■ **Task instructions**
In the data below, one line contains "Identify the location of Connect" and a later one contains "pyautogui.click(x=<x>, y=<y>)". Print both, with every line between them, exactly and alone.

Items from a data source
────────
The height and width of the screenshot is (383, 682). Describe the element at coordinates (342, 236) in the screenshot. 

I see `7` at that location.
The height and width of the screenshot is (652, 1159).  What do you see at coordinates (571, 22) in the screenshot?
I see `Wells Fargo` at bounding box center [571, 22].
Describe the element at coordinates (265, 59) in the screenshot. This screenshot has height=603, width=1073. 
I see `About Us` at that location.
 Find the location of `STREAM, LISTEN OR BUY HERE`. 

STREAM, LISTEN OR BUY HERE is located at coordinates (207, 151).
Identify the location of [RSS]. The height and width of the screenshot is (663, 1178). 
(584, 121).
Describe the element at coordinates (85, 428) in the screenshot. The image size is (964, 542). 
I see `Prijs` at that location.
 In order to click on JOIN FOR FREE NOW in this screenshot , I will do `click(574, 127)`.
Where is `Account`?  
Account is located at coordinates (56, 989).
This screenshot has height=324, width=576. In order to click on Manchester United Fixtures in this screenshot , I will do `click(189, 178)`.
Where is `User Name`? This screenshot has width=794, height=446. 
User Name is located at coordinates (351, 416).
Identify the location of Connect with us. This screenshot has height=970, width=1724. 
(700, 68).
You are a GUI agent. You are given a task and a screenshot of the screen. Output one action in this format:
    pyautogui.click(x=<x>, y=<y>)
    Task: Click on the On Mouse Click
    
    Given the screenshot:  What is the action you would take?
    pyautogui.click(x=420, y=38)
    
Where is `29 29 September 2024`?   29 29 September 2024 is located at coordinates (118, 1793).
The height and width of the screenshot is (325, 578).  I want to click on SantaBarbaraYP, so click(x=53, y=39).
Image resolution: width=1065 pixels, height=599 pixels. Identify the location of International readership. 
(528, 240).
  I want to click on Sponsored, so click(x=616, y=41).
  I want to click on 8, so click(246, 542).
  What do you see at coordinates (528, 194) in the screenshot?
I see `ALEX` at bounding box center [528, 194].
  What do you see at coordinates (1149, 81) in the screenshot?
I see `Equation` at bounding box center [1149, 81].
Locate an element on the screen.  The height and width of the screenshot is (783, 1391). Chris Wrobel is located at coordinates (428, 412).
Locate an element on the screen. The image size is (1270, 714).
────────
■ **Result of the exercise**
Identify the location of Connect with us. This screenshot has height=970, width=1724. 
(700, 68).
You are a GUI agent. You are given a task and a screenshot of the screen. Output one action in this format:
    pyautogui.click(x=<x>, y=<y>)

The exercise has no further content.